CAIRO — An American think-tank linked to the Pentagon is suggesting a series of strategies to undermine Muslim groups deemed as a threat to Western dominance.
"The United States is currently engaged in what has been characterized as the 'long war'," RAND Corporation said in a new comprehensive study.
"The long war has been described by some as an epic struggle against adversaries bent on forming a unified Islamic world to supplant Western dominance, while others characterized it more narrowly as an extension of the war on terror."
In its "Unfolding the Future of the Long War," RAND classifies such groups into three main categories; doctrinaire jihadists, religious nationalists and secularists.
RAND Corporation, a non-profit group working to help improve policy and decision-making in the US through research and analysis, is suggesting a raft of strategies to tackle these groups.
One strategy is based on driving a wedge among what it describes as Salafi-jihadist groups to turn them against each others.
"This strategy relies heavily on covert action, information operation, unconventional warfare and support to indigenous security forces."
Under this strategy, Washington and local allies use some "jihadist" groups to launch proxy campaigns to discredit transnational campaigns by rival groups.
It suggests seizing on the Sunni-Shiite tension by taking the side of conservative Sunni regimes against Shiite movements in the Muslim world.
"Divide and Rule would be an inexpensive way of buying time for the United States and its allies until the United States can return its full attention to the long war."
Regime Change
Rand also suggests that the US should work to restrain the space in which "Jihadist" groups can operate.
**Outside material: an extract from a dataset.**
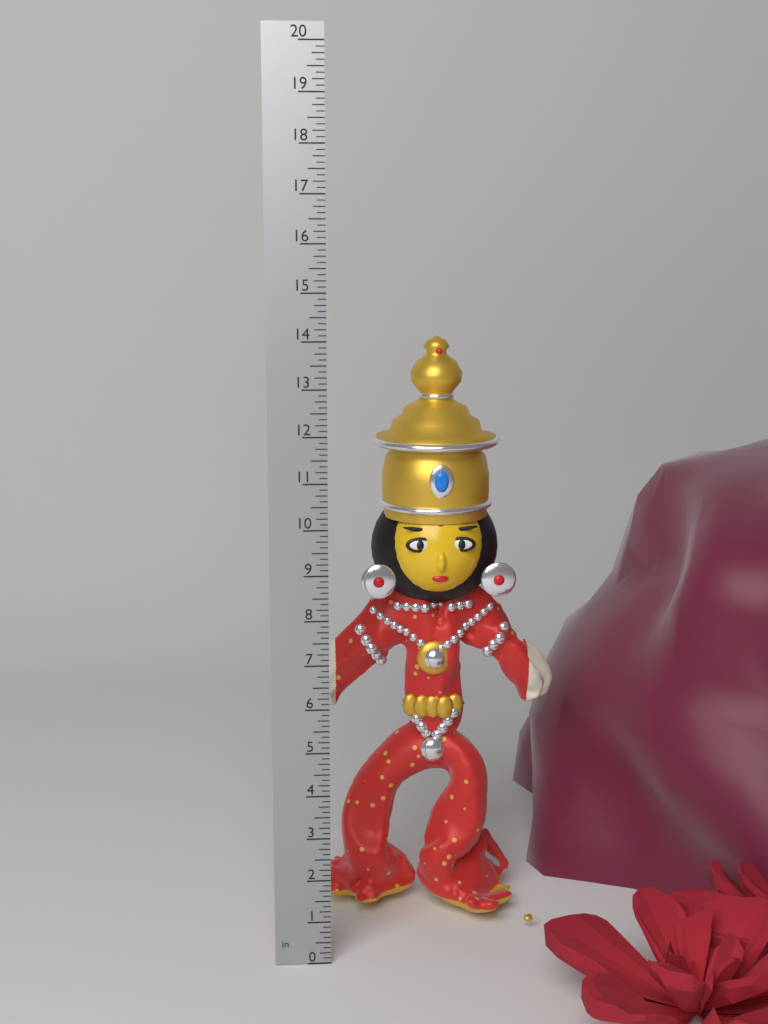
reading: 13.875 in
"It is an 'outside-in' approach that seeks to stabilize the outer geographic edge of the Muslim world to the point where those countries are inoculated against Salafi-Jihadist ideology," it said.
"After isolating the transnational jihadists from the rest of the jihadist movement, the US could work to eradicate the transnational jihadist presence from the outer geographic rings of the Muslim world."
The think-tank proposes strengthening established regimes to deprive "Jihadist" groups from public support.
"The theory here is that the main driver behind the Salafi-jihadist surge is the existence of ungoverned spaces and public administrations that cannot deliver basic services to ordinary people."
The study recommends that the US seizes strategic areas throughout the Muslim world to work on sidelining "Jihadist" groups.
"Under this strategy, the US would work with key allies like Algeria, Egypt, and Yemen to remove all Salafi-jihadist elements from certain areas through a classic COIN approach that concludes with infrastructure restoration and the formation of local self-defense militias.
"The hope here would be that over time the Salafi-jihadist groups would be relegated to the geographic margins of the Muslim world and cut off from one another."
RAND also recommends using decisive military force to change regimes in key Muslim countries.
"The theory here is that the geopolitical earthquake caused by regime change will empower democratic forces throughout the Muslim world and force much of the Salafi-jihadist warrior community to come out into the open to fight US conventional forces, thus giving the US a better chance of crushing them decisively."